Carby, Hazel V. Reconstructing Womanhood: The Emergence of the Afro-American Woman Novelist. New York: Oxford University Press, 1987. Considers Nella Larsen to be one of the most important novelists to emerge from the Harlem Renaissance. Focuses on Larsen’s aesthetic issues and on her political and social critiques.

Christian, Barbara T. Black Women Novelists: The Development of a Tradition, 1892-1976. Westport, Conn.: Greenwood Press, 1980. An important discussion of black female writers that helped to bring about a new assessment of their fiction. Significant analysis of Nella Larsen, the integrity of her fiction, and the forward-looking quality of her vision.

Davis, Arthur P. From the Dark Tower: Afro-American Writers, 1900-1960. Washington, D.C.: Howard University Press, 1981. Takes a historical perspective, focusing on Larsen’s fiction and its place in the larger aesthetic ambience of black American writing of the twentieth century.

Davis, Thadious M. “Nella Larsen’s Harlem Aesthetic.” In The Harlem Renaissance: Revaluations, edited by Amritjit Singh, William S. Shiver, and Stanley Brodwin. New York: Garland, 1989. Argues that Larsen’s aesthetic faithfully captures the spirit of her times. Emphasizes the tension Larsen evokes between the social and the personal.

Fuller, Hoyt. Introduction to Passing. New York: Collier Books, 1971. A valuable introduction to Larsen’s novel that emphasizes the aesthetic structure of the book and the social dilemmas portrayed through the phenomenon of passing.

Kramer, Victor A., ed. The Harlem Renaissance Re-examined. New York: AMS Press, 1987. Especially important in this collection of contemporary background essays updating the critical views on Nella Larsen and her literary associates is Lillie P. Howard’s study of the novelist’s employment of the themes of crossing and materialism.

Larsen, Nella. An Intimation of Things Distant: The Collected Fiction of Nella Larsen. Edited by Charles Larsen. New York: Anchor Books, 1992. A perceptive introduction emphasizing the major motifs and themes embodying the creative energy in Passing and, at the same time, relating these themes to the author’s life.

McDowell, Deborah E. Introduction to Quicksand and Passing, by Nella Larsen. New Brunswick, N.J.: Rutgers University Press, 1986. Explores the sexually charged relationship between Irene and Clare and its eventual suffocation by the reigning black bourgeois ideology of the period.

Madigan, Mark J. “Miscegenation and ‘the Dicta of Race and Class’: The Rhinelander Case and Nella Larsen’s Passing.” Modern Fiction Studies 36, no. 4 (Winter, 1990): 523-529. Argues that the one reference to the Rhinelander case in Larsen’s novel suggests that the work may have been inspired by it. Leonard Rhinelander was a young man from a prominent New York family, who had married a black woman light enough to pass for white. When his family discovered her race, they forced him to divorce her, and a public uproar resulted.

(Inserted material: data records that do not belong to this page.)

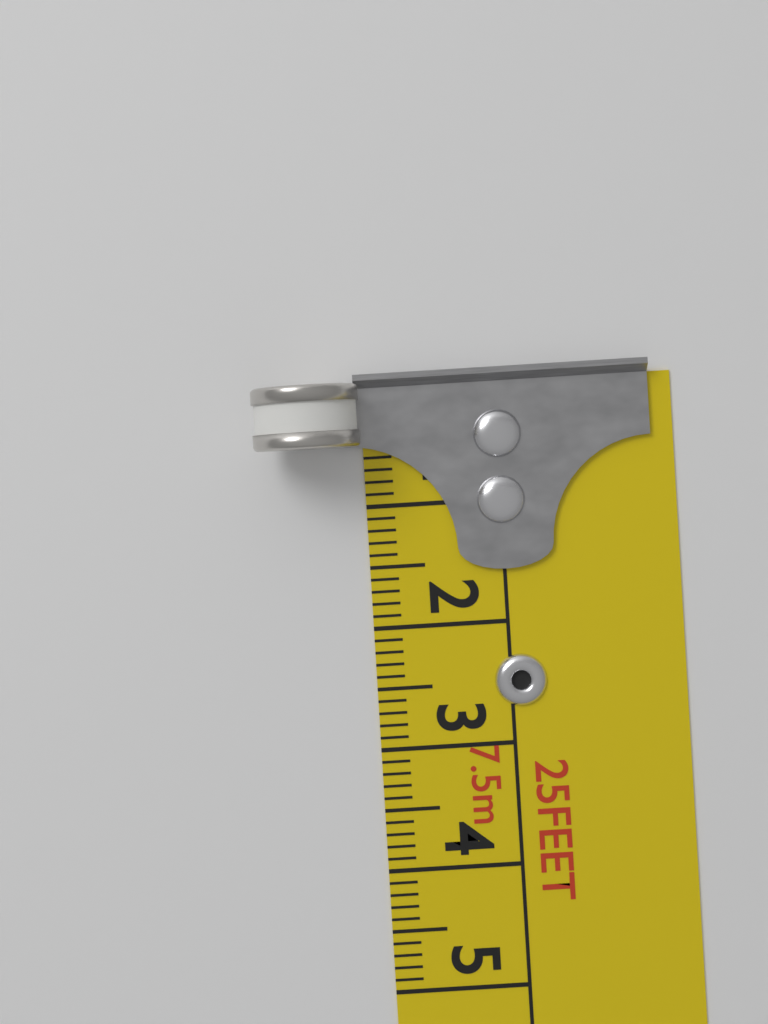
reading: 0.5 cm
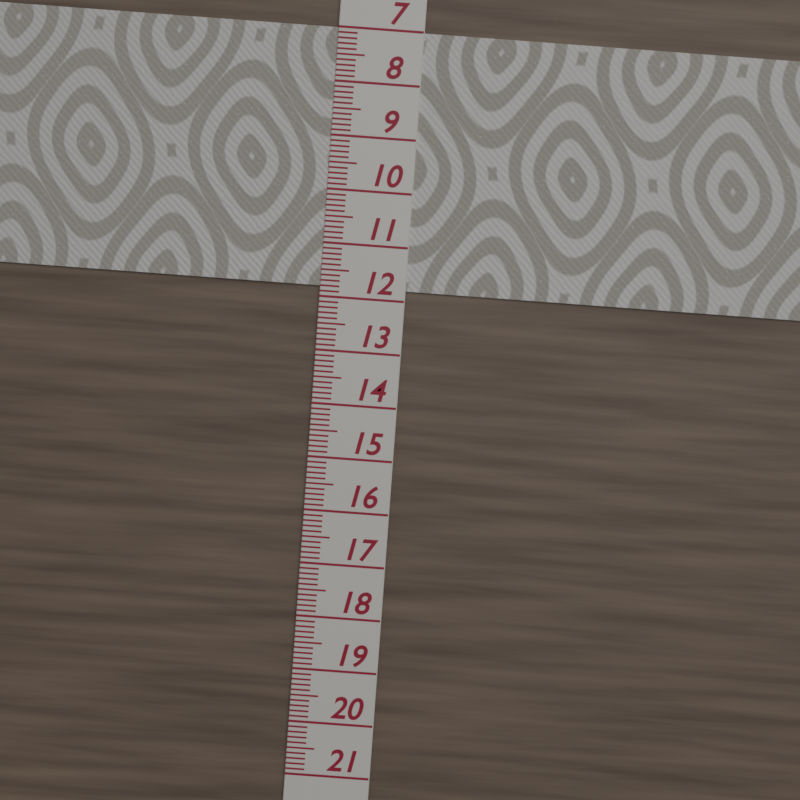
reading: 11.8 (no unit)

Robinson, William H. Introduction to Passing. New York: Arno Press, 1969. Introductory remarks focus on the theme of the mulatto as well as on Larsen’s expression of the materials within black culture.

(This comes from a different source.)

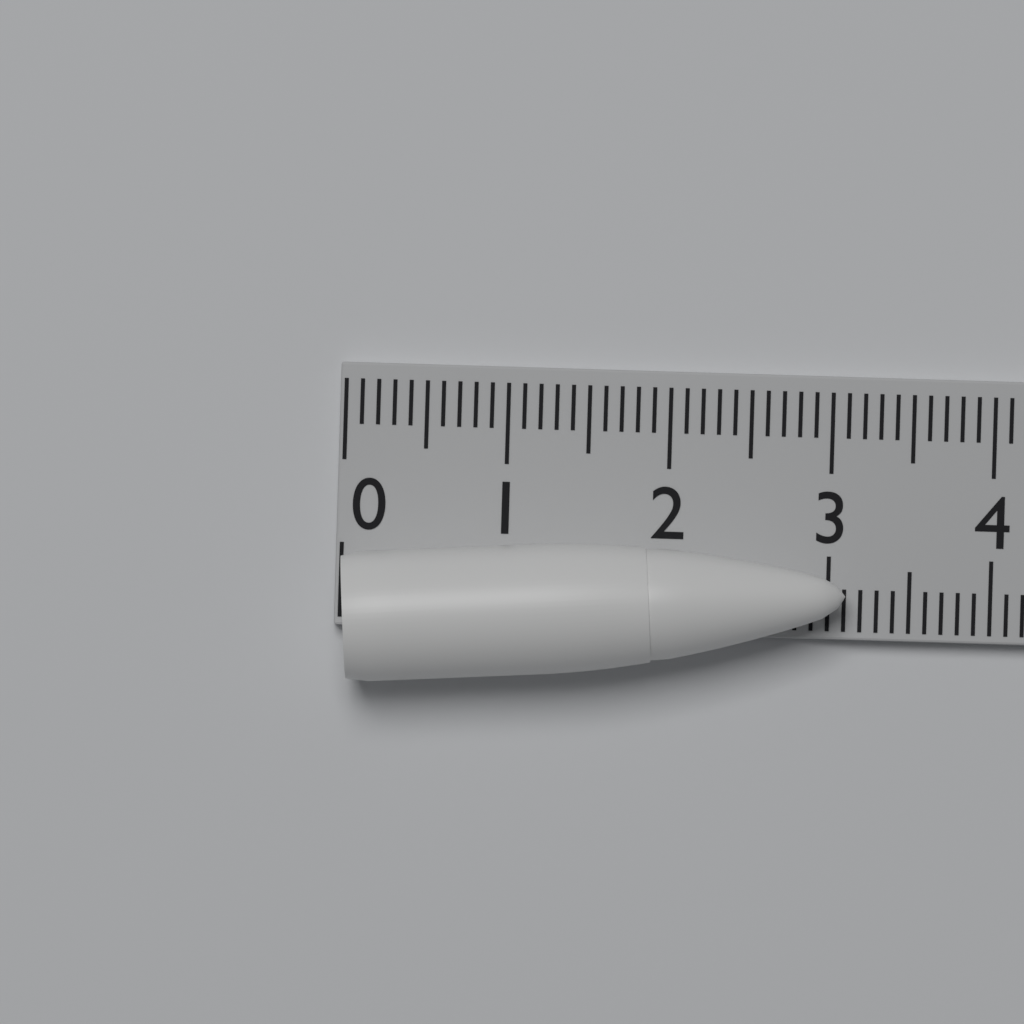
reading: 3.1 (no unit)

Singh, Amritjit. The Novels of the Harlem Renaissance:Twelve Black Writers, 1923-1933. University Park: Pennsylvania State University Press, 1976. An analytical survey of prominent contributors to the Harlem Renaissance that includes a study of the psychological and social pressures depicted by Larsen in her text.

Shockley, Ann Allen. Afro-American Women Writers, 1746-1933. New York: Meridian, 1988. Presents a general and useful overview of black female writers. Has a specific discussion of Larsen’s life and her major works.

Washington, Mary Helen. “Nella Larsen: Mystery Woman of the Harlem Renaissance.” Ms. 9 (December, 1980): 44-50. This article details the personal saga of Nella Larsen and the concomitant pressures stemming therefrom, all contributing significantly to the materials and the resolution of her novel.